I certainly think it would.
You’re not getting that from the MSM, though. You’re hard pressed to find one article a week that mentions enemy casualties, though every single one of them will tell you how many Americans have died in more than 2 years of fighting. Why are they so determined to drill the 2100 American dead into your minds, but they ignore the 50,000 enemy dead? Why is it do very important to give you the “faces of the fallen” every single day, yet they can’t even begin to show you the “faces of the enemy” or, for that matter, the “faces jumping out of the World Trade Center” or the “faces of Hussein’s mass graves”?
Why the constant drip-drip-drip of American dead without a single hint of the torrent of enemy dead that would surely tell you that perhaps things in Iraq aren’t nearly as dire as opponents of the war would have you believe?
Do they realize that we’re fighting a war. Do they understand the value of their news reports on the morale of our soldiers and those of us here at home praying every day for their sure victory? Do they care in that what and how they report has a very definite effect on the support of the war here at home?
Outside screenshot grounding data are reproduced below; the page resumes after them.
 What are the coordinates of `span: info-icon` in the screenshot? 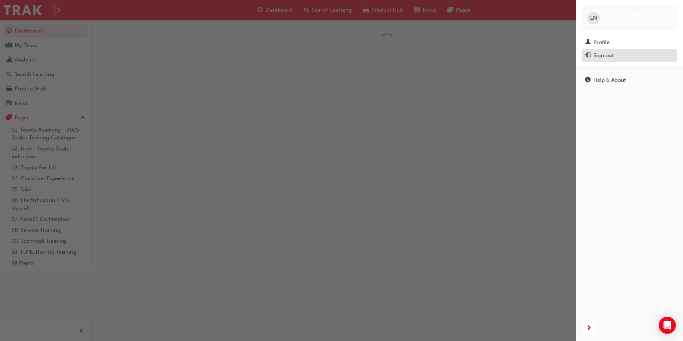 It's located at (588, 80).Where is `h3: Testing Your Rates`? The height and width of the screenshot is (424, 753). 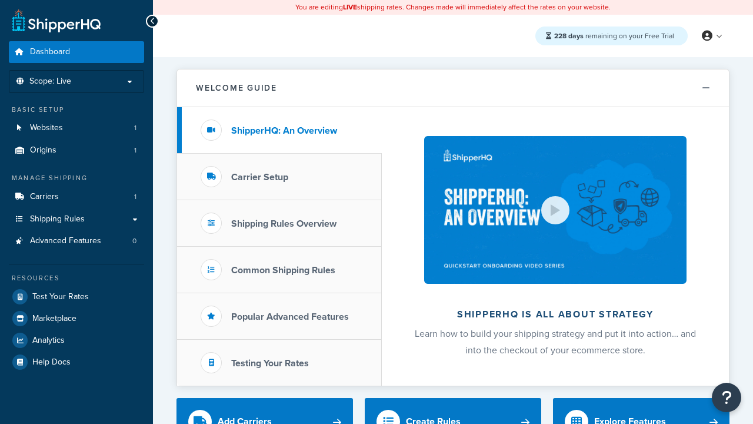 h3: Testing Your Rates is located at coordinates (270, 363). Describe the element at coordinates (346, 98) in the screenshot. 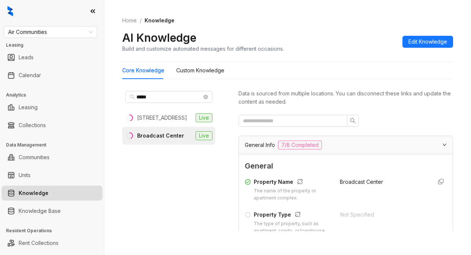

I see `div: Data is sourced from multiple locations. You can disconnect these links and update the content as...` at that location.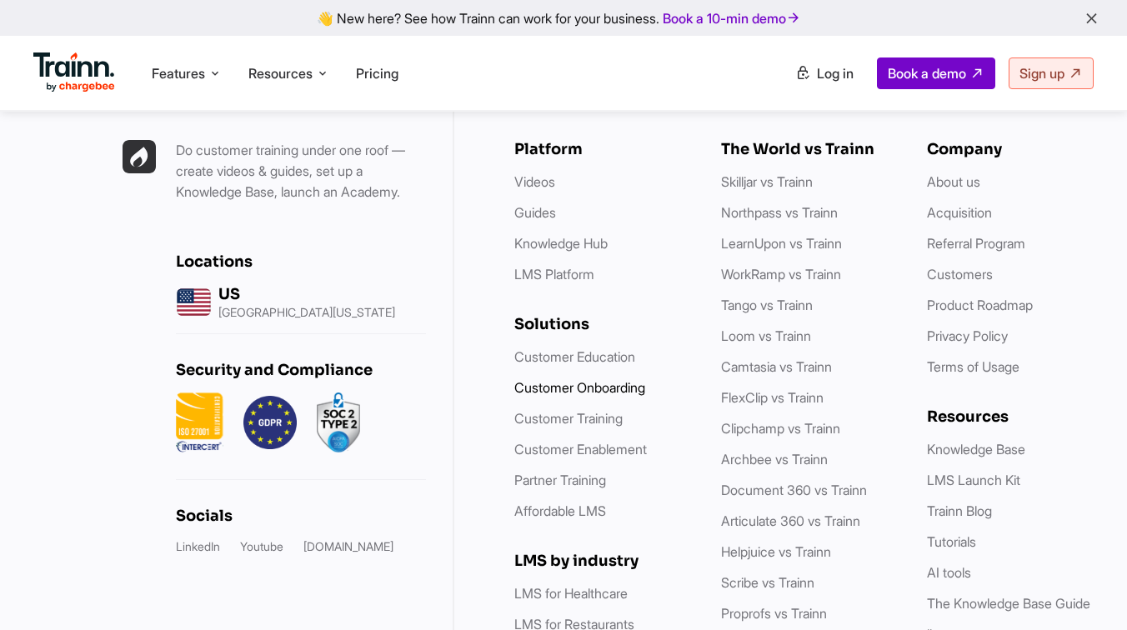 Image resolution: width=1127 pixels, height=630 pixels. I want to click on a: Customer Enablement, so click(580, 449).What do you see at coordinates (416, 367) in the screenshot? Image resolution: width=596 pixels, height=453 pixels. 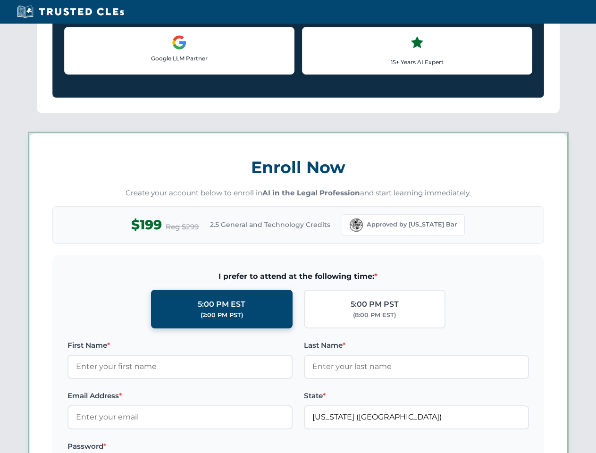 I see `input: Enter your last name` at bounding box center [416, 367].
Yes, I believe they do know we’re fighting a war. I believe they know very well how their reports can influence the morale of our soldiers and public opinion at home. I believe they know this very well and they simply don’t care. These outlets have a narrative to advance every single day and they’re going to advance it just a little farther down the road, no matter how much it damages morale or turns us against the war.
I see the dispatches from Iraq and I honestly wonder whose side the MSM is on. More and more I doubt very much that they’re on our side.
No related posts.
Category: Fighting the Islamists, Oh, THAT liberal media.


















Upper Crust #4
Just a short Upper Crust this Saturday, since I’m honestly just not in the mood to blog today… In the News– Women Spend 60 Days in Bed for Research Now why can’t I ever get selected to do something like…
To answer your question:
a) we don't know
b) it doesn't matter
Or put less succintly, we don't really know how many enemy dead there are because nobody's really counting. I seriously doubt even the insurgents have a national tally. But really…what does it matter whether we know or not? Let's say we've killed 5,000 of the "estimated" 50,000 or 100,000 insurgents/terrorists/jihadists fighting against us. So what? You think the average American is going to pick up a paper and go "
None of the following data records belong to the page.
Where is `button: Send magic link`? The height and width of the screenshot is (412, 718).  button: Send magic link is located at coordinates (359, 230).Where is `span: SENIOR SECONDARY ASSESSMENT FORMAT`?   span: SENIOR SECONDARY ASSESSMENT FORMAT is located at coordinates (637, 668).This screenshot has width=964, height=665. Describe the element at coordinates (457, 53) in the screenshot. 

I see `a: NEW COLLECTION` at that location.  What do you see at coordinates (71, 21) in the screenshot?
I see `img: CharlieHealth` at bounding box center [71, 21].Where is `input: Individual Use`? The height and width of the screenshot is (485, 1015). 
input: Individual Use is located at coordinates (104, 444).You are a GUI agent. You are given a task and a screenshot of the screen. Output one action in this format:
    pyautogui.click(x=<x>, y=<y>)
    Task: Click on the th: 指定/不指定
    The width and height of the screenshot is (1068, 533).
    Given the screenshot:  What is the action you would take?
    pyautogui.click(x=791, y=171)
Well that's a damn shame about children getting bombed…but we must be making progress because American soldiers killed 27 insurgents in Western Iraq today." I doubt it.
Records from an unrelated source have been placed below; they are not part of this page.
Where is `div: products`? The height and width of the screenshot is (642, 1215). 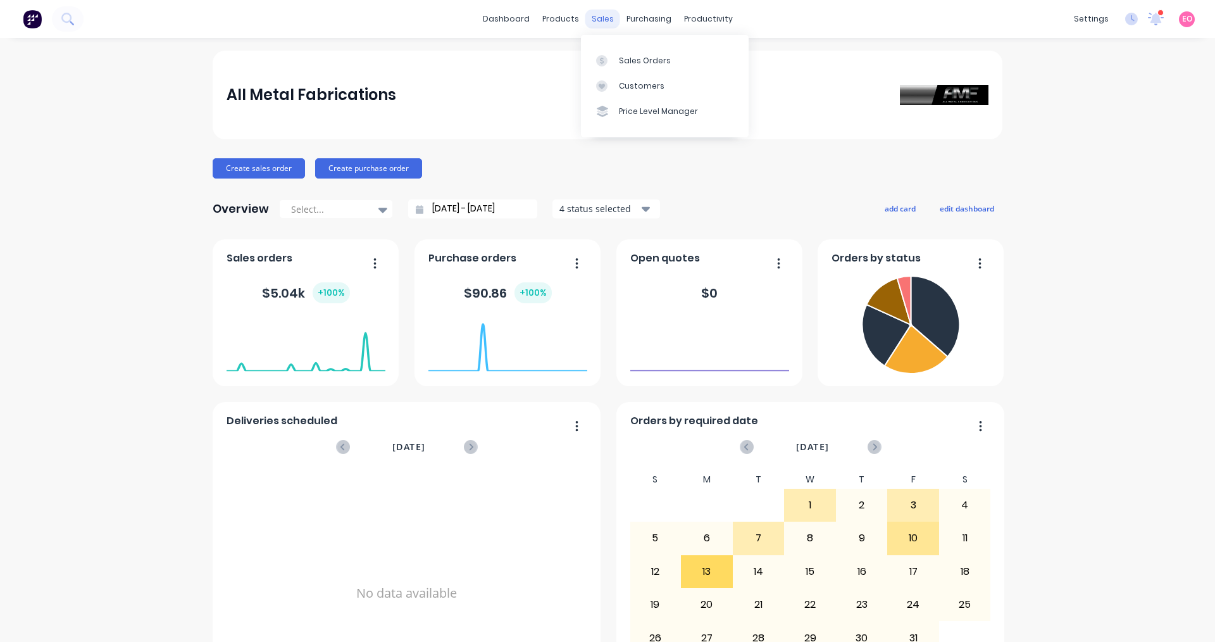 div: products is located at coordinates (561, 19).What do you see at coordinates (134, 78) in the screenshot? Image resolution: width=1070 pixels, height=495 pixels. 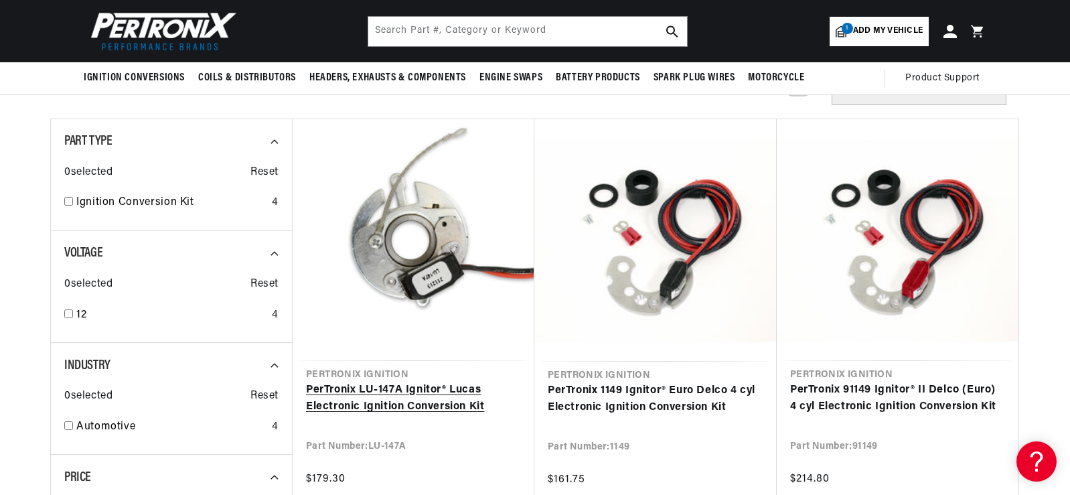 I see `span: Ignition Conversions` at bounding box center [134, 78].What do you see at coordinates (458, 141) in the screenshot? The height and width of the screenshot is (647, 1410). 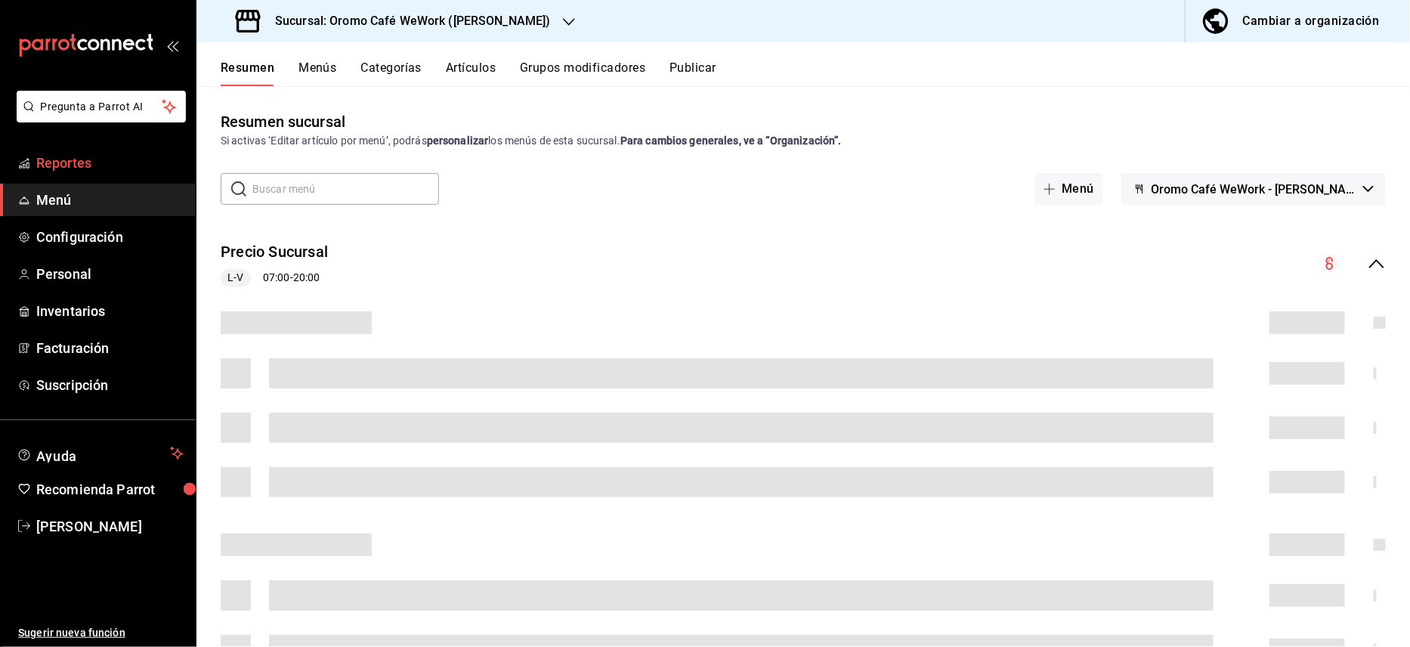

Wait…it doesn't matter how many of the enemy we kill? It sure as hell matters to the enemy because they have to get more terrorists from a finite pool of recuits, pay to train them and ship them to Iraq, then equip them there. They also have to deal with the problems of having raw recruits doing their fighitng instead of seasoned veterans.
I doubt seriously that anyone's going to pick up the paper and think that. That's not the point, though. The reports from Iraq consist solely of American and civilian casualty totals, which gives the impression that those folks are the only ones who are dying. Imagine what would have happened if reports from some of our battles in the Pacific had contained only American casualty figures. It would matter a whole lot to the average American to know that we were killing the enemy at a 29-1 rate because it would very well lead them to believe that we were actually beating the enemy soundly every time we face them.
Do you want the Americans to get that message or not?